<span>To show that the journalist knows more about what happened. I think this may be the case because the translator who I assume is the journalist raised his voice at Iqbal as did the mother to Iqbal's answer to the question about what happened after the shot was fired and the fact that Iqbal was " crying and confused" may mean he has some guilt in the affair. </span>
Answer:
The speaker admires and appreciates the librarian. She remembers the librarian's friendliness and how much effort she would make to provide the speaker with the books she wanted. These books were very meaningful and important to the speaker.
Explanation: i did it
Assuming the italicized clause is <em>Since its establishment, </em>the correct answer here is elliptical clause.
Elliptical means that a word which would normally be part of a sentence is excluded, usually for stylistic reasons. Here, the verb is missing, which is why it is elliptical. The question is oddly formulated too - given that there is no verb here, it cannot be a clause, but rather a phrase, but since there is no such option here, then the correct answer is elliptical clause.
The subject of the sentence is "girl". If you cut out the extra information, the simplest form of the sentence is "Girl tries".
The appropriate responses are options 1, 2, 3, and 5.
Explanation:
Between World Wars I and II, American modernist literature predominated in the country's literary landscape. The modernist era focused on innovation in poetry and prose's structure and language, as well as writing on current issues including racial inequality, gender, and the human condition.
Many American modernist authors who were influenced by the First World Combat investigated the psychological wounds and spiritual scars of the war experience. The Grapes of Wrath by John Steinbeck, which was published in the early 1930s, is one example of how the American economic crisis affected literature. As employees became invisible in the backdrop of city life, unnoticed cogs in a machine that ached for self-definition, a linked concern is the loss of self and the yearning for self-definition. The mid-nineteenth-century emphasis on "creating a self"—a concept exemplified by Fitzgerald's The Great Gatsby—was mirrored by American modernists. As seen by The Emperor Jones by Eugene O'Neill, The Battler by Ernest Hemingway, and That Evening Sun by William Faulkner, madness and its manifestations appear to be another popular modernist topic.
But despite all these drawbacks, real people and the fictitious characters of American modernist literature both sought new beginnings and had new hopes and goals.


- **BRIEF**
Your output must consist of the records printed verbatim, with the pictures excluded.
═════ DATA UNDER STUDY
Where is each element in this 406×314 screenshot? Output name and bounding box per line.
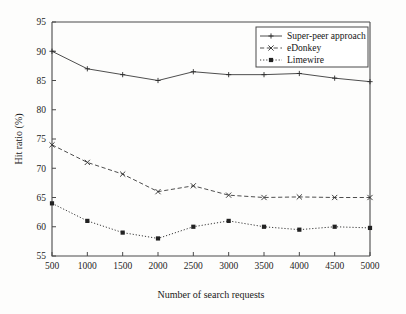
- data-point: [85, 219, 89, 223]
- x-axis-title: Number of search requests: [158, 289, 265, 300]
- legend-label: Super-peer approach: [287, 31, 366, 41]
- data-point: [121, 231, 125, 235]
- data-point: [50, 201, 54, 205]
- x-tick-label: 3500: [255, 261, 274, 271]
- x-tick-label: 1000: [78, 261, 97, 271]
- x-tick-label: 1500: [113, 261, 132, 271]
- chart-legend[interactable]: Super-peer approacheDonkeyLimewire: [256, 27, 368, 67]
- data-point: [156, 236, 160, 240]
- data-point: [262, 225, 266, 229]
- legend-marker-sample: [269, 58, 273, 62]
- data-point: [368, 226, 372, 230]
- y-tick-label: 85: [37, 76, 47, 86]
- y-tick-label: 95: [37, 17, 47, 27]
- y-tick-label: 90: [37, 47, 47, 57]
- x-tick-label: 4500: [325, 261, 344, 271]
- x-tick-label: 3000: [219, 261, 238, 271]
- legend-label: Limewire: [287, 55, 324, 65]
- y-tick-label: 75: [37, 134, 47, 144]
- x-tick-label: 4000: [290, 261, 309, 271]
- data-point: [333, 225, 337, 229]
- x-tick-label: 5000: [361, 261, 380, 271]
- series-limewire: [50, 201, 372, 240]
- legend-label: eDonkey: [287, 43, 322, 53]
- y-axis-ticks: 556065707580859095: [37, 17, 57, 261]
- data-point: [297, 228, 301, 232]
- x-tick-label: 2500: [184, 261, 203, 271]
- series-layer: [49, 49, 372, 241]
- series-path: [52, 145, 370, 198]
- x-tick-label: 500: [45, 261, 60, 271]
- series-path: [52, 203, 370, 238]
- data-point: [227, 219, 231, 223]
- y-tick-label: 80: [37, 105, 47, 115]
- y-tick-label: 65: [37, 193, 47, 203]
- series-edonkey: [49, 142, 372, 200]
- line-chart: 556065707580859095 500100015002000250030…: [0, 0, 406, 314]
- data-point: [191, 225, 195, 229]
- y-tick-label: 70: [37, 164, 47, 174]
- x-tick-label: 2000: [149, 261, 168, 271]
- y-tick-label: 55: [37, 251, 47, 261]
- y-axis-title: Hit ratio (%): [13, 113, 25, 164]
- figure-container: 556065707580859095 500100015002000250030…: [0, 0, 406, 314]
- x-axis-ticks: 500100015002000250030003500400045005000: [45, 252, 380, 271]
- y-tick-label: 60: [37, 222, 47, 232]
══════════
- **ANSWER**
Where is each element in this 406×314 screenshot? Output name and bounding box per line.
- data-point: [85, 219, 89, 223]
- x-axis-title: Number of search requests: [158, 289, 265, 300]
- legend-label: Super-peer approach: [287, 31, 366, 41]
- data-point: [121, 231, 125, 235]
- data-point: [50, 201, 54, 205]
- x-tick-label: 3500: [255, 261, 274, 271]
- x-tick-label: 1000: [78, 261, 97, 271]
- x-tick-label: 1500: [113, 261, 132, 271]
- chart-legend[interactable]: Super-peer approacheDonkeyLimewire: [256, 27, 368, 67]
- data-point: [156, 236, 160, 240]
- data-point: [262, 225, 266, 229]
- legend-marker-sample: [269, 58, 273, 62]
- data-point: [368, 226, 372, 230]
- y-tick-label: 85: [37, 76, 47, 86]
- y-tick-label: 95: [37, 17, 47, 27]
- y-tick-label: 90: [37, 47, 47, 57]
- x-tick-label: 4500: [325, 261, 344, 271]
- x-tick-label: 3000: [219, 261, 238, 271]
- legend-label: Limewire: [287, 55, 324, 65]
- y-tick-label: 75: [37, 134, 47, 144]
- x-tick-label: 4000: [290, 261, 309, 271]
- data-point: [333, 225, 337, 229]
- x-tick-label: 5000: [361, 261, 380, 271]
- series-limewire: [50, 201, 372, 240]
- legend-label: eDonkey: [287, 43, 322, 53]
- y-axis-ticks: 556065707580859095: [37, 17, 57, 261]
- data-point: [297, 228, 301, 232]
- x-tick-label: 2500: [184, 261, 203, 271]
- series-layer: [49, 49, 372, 241]
- series-path: [52, 145, 370, 198]
- x-tick-label: 500: [45, 261, 60, 271]
- series-path: [52, 203, 370, 238]
- data-point: [227, 219, 231, 223]
- y-tick-label: 80: [37, 105, 47, 115]
- y-tick-label: 65: [37, 193, 47, 203]
- series-edonkey: [49, 142, 372, 200]
- line-chart: 556065707580859095 500100015002000250030…: [0, 0, 406, 314]
- data-point: [191, 225, 195, 229]
- y-tick-label: 70: [37, 164, 47, 174]
- x-tick-label: 2000: [149, 261, 168, 271]
- y-tick-label: 55: [37, 251, 47, 261]
- y-axis-title: Hit ratio (%): [13, 113, 25, 164]
- figure-container: 556065707580859095 500100015002000250030…: [0, 0, 406, 314]
- x-axis-ticks: 500100015002000250030003500400045005000: [45, 252, 380, 271]
- y-tick-label: 60: [37, 222, 47, 232]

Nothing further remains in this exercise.